Contemporary Music Festival
Society of Composers, Inc. Region VI 2008 Composers
The School of Music at Sam Houston State University will host its 46th Annual Contemporary Music Festival April 16-19, 2008. This year's festival will be in conjunction with the Society of Composers, Inc. Region VI Conference. Region VI includes Arkansas, Kansas, Missouri, Nebraska, Oklahoma, and Texas. Over seventy composers will be represented and attending the conference, both from Region VI and throughout the United States. Our featured guest composer this year will be David Dzubay : http://pronovamusic.com/.
David Dzubay was born in 1964 in Minneapolis, grew up in Portland, Oregon, and earned a D.M. in Composition at Indiana University in 1991. His principal teachers were Donald Erb, Frederick Fox, Eugene O'Brien, Lukas Foss, Allan Dean and Bernard Adelstein. David Dzubay's music has been performed by orchestras, ensembles and soloists in the U.S., Europe, Canada, Mexico, and Asia. His music is published by Pro Nova Music, Dorn, and Thompson Edition and is recorded on the Centaur, Innova, Bridge, Crystal, Klavier, Gia, First Edition and Indiana University labels. Recent honors include Guggenheim, MacDowell and Djerassi fellowships, the 2007 Indianapolis Chamber Orchestra Composition Competition, the 2005 Utah Arts Festival Commission and the 2004 William Revelli Memorial Prize from the National Band Association. He is currently Professor of Music, Chair of the Composition Department and Director of the New Music Ensemble at the Indiana University Jacobs School of Music in Bloomington. Dzubay has conducted at the Tanglewood, Aspen, and June in Buffalo festivals. He has also conducted the Pittsburgh New Music Ensemble, the Greater Dallas Youth Symphony Orchestra, Music from China, Voices of Change, and an ensemble from the Minnesota Orchestra, the Kentuckiana Brass and Percussion Ensemble and strings from the Louisville Orchestra at the Music at Maple Mount Festival. From 1995 to 1998 he served as Composer-Consultant to the Minnesota Orchestra, helping direct their "Perfect-Pitch" reading sessions, and during 2005-2006 he was Music Alive Composer-in-Residence with the Green Bay Symphony Orchestra.
The conference begins at 9AM Wednesday and continues until around 9:30PM Saturday. There are 13 concerts on the schedule, which will mostly take place in Killinger Auditorium and the Recital Hall on the campus of Sam Houston State University. Some of the ensembles performing include the SHSU Wind Ensemble, Women's Chorus, Concert Choir, Faculty Brass Quintet, Flute Choir, Percussion Ensemble, the Raven Brass, and Intersection, the newly-created SHSU New Music Ensemble. Many SHSU faculty and students will also be performing as well as instrumentalists and vocalists from around the country.
The composition faculty will also be represented on this festival. Trent Hanna, head of the theory and composition department, will be joined by fellow faculty members Scott Plugge, John Lane, and Daniel Saenz to premiere a new work for alto saxophone, vibraphone, violoncello, and piano entitled whim, which will take place Wednesday, April 16th at 2:30PM in the Recital Hall. Something More Than Sky by John Crabtree will be performed by the SHSU Women's Choir (James Franklin, conducting) Thursday, April 17th at 1:30PM in the Recital Hall. The SHSU Wind Ensemble (Matthew McInturf, conducting) will be performing Kyle Kindred's work, In Store, Friday, April 18th at 7:30PM in Killinger Auditorium.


What this task involves. Your response should contain only the lines running from the top of the data below through the line with "Image is 644x304 pixels.", both included. Pictures must be omitted.

---------- Information shown ----------

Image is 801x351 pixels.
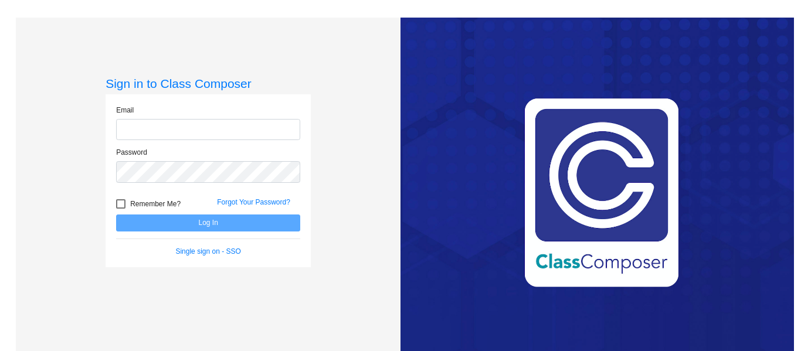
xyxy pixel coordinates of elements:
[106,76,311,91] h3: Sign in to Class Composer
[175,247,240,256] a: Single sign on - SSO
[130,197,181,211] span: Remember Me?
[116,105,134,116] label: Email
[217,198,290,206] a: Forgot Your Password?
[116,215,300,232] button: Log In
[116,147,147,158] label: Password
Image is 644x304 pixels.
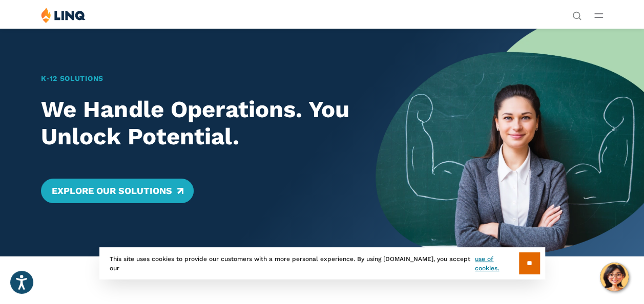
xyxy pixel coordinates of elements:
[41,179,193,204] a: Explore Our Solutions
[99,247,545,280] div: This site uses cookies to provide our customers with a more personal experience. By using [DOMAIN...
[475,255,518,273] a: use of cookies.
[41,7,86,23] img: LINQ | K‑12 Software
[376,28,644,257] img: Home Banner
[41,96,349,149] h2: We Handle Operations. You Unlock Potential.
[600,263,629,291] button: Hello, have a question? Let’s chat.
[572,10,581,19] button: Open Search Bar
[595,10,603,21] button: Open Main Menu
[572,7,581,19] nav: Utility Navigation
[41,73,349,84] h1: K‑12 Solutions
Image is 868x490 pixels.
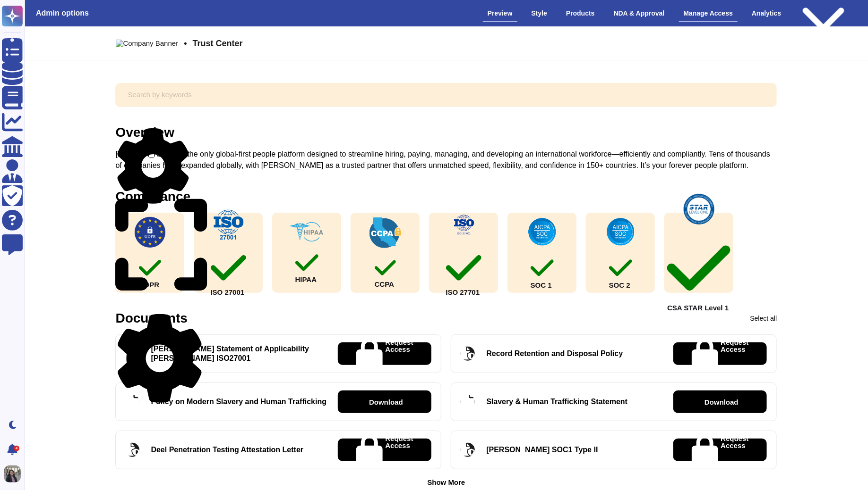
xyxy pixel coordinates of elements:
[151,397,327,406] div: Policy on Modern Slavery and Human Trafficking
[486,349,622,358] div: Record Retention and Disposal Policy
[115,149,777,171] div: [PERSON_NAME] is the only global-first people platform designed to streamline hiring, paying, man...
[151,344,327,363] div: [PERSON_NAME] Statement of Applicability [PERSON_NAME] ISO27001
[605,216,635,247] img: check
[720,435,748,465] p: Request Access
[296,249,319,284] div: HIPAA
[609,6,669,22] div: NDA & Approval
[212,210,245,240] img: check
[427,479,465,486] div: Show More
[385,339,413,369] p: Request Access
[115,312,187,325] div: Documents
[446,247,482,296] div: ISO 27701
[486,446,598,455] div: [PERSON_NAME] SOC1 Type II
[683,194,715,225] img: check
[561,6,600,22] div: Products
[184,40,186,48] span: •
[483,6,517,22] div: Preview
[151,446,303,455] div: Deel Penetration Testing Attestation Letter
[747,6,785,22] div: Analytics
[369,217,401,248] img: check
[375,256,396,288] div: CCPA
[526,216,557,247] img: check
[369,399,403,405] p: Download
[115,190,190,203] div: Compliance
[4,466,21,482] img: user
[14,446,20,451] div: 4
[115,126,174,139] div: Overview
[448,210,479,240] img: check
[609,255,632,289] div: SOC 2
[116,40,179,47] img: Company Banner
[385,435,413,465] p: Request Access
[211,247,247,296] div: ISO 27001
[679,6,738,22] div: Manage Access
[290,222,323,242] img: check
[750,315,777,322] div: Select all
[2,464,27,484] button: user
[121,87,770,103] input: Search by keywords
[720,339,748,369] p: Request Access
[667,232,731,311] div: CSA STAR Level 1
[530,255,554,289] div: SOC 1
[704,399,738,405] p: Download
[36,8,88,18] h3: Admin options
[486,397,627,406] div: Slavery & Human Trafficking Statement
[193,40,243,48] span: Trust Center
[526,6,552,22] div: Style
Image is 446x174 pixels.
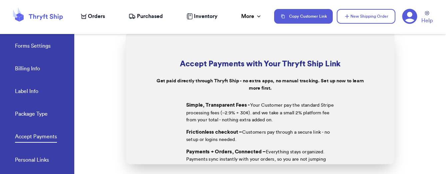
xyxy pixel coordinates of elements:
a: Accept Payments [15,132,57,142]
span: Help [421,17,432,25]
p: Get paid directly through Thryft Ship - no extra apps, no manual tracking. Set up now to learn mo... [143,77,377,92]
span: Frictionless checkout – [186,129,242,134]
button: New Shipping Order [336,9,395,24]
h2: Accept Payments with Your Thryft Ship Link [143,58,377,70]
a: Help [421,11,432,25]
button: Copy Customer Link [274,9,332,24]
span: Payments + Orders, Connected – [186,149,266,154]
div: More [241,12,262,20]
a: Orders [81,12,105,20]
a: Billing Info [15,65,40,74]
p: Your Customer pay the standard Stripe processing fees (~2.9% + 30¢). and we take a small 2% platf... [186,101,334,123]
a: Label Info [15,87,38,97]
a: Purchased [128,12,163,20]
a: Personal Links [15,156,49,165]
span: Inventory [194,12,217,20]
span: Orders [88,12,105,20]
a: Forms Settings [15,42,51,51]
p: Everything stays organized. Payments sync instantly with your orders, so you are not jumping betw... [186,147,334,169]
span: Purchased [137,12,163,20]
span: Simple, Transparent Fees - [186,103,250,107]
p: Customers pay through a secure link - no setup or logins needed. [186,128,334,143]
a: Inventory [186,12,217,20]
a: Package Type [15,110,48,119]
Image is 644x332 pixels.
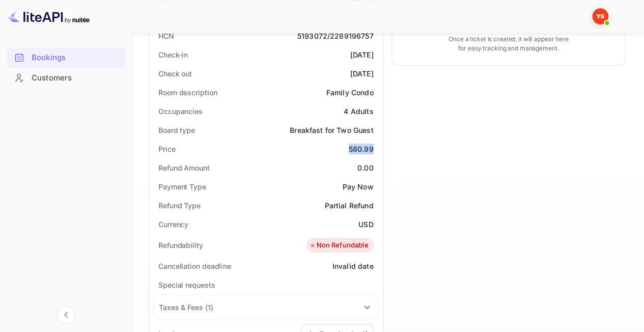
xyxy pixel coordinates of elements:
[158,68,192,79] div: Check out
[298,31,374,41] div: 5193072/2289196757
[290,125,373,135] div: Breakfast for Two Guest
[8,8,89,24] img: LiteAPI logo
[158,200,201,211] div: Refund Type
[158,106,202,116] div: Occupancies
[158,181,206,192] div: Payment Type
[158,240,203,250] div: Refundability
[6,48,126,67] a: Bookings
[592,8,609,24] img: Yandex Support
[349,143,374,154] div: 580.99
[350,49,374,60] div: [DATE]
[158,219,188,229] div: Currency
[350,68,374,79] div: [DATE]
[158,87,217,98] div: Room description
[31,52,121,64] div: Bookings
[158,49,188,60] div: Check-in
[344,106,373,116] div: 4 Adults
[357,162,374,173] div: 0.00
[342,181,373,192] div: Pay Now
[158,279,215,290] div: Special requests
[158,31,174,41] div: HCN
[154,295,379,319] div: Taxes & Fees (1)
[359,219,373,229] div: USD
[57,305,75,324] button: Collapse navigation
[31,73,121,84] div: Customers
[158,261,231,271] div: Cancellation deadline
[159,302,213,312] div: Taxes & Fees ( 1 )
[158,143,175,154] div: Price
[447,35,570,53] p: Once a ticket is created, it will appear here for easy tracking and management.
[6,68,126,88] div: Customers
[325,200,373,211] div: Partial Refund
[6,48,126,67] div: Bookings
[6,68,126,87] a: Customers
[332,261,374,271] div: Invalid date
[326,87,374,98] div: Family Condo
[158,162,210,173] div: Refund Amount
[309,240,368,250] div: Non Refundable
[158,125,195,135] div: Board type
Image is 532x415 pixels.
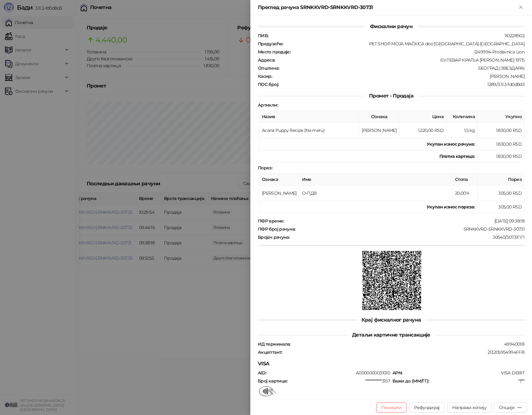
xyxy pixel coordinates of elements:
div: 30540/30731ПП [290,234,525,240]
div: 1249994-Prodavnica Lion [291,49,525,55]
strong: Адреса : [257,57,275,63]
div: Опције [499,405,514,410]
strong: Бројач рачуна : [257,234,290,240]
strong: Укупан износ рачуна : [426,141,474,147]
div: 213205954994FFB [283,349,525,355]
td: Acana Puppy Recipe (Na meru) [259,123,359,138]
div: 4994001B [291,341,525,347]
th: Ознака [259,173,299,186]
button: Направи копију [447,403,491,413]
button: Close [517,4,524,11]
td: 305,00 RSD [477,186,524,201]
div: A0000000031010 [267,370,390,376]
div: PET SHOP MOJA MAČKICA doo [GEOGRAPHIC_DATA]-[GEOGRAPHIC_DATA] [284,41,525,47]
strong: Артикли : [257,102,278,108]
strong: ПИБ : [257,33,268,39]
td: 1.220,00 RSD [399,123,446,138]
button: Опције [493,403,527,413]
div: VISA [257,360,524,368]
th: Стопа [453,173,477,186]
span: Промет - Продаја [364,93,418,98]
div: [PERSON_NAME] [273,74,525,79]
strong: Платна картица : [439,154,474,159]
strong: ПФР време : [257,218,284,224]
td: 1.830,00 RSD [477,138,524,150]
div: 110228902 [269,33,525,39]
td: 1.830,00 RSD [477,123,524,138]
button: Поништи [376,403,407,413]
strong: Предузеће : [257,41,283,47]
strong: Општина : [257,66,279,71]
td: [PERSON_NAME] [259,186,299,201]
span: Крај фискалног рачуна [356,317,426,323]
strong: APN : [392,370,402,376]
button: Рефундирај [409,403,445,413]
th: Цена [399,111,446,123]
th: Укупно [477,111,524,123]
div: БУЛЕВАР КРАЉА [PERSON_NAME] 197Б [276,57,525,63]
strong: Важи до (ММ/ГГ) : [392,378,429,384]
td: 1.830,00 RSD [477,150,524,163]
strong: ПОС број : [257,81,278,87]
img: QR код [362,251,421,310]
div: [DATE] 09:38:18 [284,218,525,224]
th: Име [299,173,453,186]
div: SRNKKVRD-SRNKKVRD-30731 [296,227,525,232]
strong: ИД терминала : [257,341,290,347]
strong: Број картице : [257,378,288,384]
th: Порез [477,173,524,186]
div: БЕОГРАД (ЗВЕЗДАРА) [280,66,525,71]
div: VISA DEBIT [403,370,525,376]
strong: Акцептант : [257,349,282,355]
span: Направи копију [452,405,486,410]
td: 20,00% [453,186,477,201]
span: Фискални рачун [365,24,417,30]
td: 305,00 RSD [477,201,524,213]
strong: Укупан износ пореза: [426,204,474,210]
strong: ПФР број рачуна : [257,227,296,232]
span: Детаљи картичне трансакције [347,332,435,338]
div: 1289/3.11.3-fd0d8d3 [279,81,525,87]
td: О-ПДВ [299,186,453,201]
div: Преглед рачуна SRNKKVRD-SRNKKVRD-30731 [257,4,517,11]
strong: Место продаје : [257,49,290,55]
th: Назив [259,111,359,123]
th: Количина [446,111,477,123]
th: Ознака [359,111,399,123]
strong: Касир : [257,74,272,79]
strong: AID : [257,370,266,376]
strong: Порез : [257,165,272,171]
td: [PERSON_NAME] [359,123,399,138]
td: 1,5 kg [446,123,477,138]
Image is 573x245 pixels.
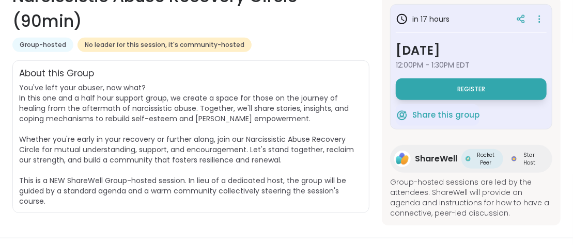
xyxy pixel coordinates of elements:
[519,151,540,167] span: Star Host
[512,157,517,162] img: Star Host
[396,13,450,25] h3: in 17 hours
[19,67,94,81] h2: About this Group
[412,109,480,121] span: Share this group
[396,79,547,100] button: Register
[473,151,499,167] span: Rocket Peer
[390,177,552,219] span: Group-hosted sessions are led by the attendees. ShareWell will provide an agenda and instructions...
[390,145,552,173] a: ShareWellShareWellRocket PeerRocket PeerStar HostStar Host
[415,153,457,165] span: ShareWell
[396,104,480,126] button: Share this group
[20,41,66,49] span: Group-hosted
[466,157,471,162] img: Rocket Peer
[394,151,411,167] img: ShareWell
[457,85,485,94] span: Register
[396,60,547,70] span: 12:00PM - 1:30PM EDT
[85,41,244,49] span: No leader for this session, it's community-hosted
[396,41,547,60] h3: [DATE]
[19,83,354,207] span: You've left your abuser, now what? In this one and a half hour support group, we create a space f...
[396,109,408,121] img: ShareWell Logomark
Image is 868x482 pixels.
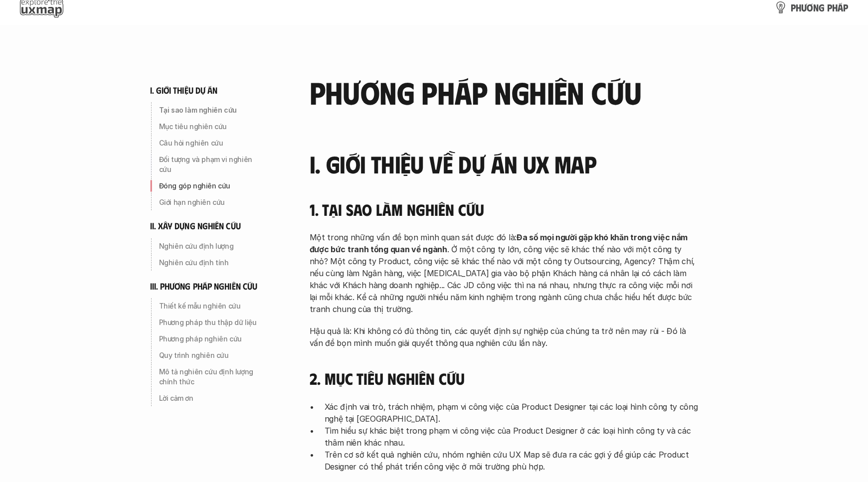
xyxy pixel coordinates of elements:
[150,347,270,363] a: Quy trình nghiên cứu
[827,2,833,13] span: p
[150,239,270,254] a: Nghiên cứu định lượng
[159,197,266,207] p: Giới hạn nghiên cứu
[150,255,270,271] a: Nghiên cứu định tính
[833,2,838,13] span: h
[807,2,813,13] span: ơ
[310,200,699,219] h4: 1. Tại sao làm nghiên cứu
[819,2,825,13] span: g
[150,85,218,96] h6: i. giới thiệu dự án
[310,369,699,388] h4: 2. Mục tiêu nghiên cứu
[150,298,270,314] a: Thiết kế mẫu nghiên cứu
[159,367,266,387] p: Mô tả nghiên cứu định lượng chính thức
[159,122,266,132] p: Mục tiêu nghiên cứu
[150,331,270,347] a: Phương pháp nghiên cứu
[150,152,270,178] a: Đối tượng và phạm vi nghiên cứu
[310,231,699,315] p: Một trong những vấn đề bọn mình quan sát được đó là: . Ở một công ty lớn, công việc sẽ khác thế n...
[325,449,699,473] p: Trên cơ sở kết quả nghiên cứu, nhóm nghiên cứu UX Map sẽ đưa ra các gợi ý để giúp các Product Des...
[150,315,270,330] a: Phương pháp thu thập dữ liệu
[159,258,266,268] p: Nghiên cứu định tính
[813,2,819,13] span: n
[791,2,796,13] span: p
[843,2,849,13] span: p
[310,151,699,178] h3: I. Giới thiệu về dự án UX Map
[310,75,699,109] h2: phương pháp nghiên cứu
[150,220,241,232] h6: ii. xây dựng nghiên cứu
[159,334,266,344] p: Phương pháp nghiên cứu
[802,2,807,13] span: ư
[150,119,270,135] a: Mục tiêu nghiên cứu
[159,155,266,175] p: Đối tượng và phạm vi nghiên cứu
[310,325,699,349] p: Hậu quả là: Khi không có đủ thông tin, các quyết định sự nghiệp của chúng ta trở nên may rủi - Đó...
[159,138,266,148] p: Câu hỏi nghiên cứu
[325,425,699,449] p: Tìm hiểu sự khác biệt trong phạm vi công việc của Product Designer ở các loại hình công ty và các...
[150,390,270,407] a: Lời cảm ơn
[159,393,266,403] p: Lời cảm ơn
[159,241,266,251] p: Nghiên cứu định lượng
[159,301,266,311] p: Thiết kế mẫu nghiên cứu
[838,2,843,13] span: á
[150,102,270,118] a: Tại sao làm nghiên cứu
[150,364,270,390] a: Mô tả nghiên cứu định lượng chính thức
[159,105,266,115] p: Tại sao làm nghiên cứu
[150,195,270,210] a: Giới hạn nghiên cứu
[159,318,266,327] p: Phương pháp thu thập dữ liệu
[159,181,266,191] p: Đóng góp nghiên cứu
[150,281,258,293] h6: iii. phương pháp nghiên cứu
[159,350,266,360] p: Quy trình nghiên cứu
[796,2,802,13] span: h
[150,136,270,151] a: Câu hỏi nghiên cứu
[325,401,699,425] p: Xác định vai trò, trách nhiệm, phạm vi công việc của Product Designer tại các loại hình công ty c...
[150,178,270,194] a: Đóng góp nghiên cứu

----------

Solution for this problem.
Image is 801x351 pixels.
xyxy pixel coordinates of elements:
[106,76,311,91] h3: Sign in to Class Composer
[175,247,240,256] a: Single sign on - SSO
[130,197,181,211] span: Remember Me?
[116,105,134,116] label: Email
[217,198,290,206] a: Forgot Your Password?
[116,215,300,232] button: Log In
[116,147,147,158] label: Password
Image is 644x304 pixels.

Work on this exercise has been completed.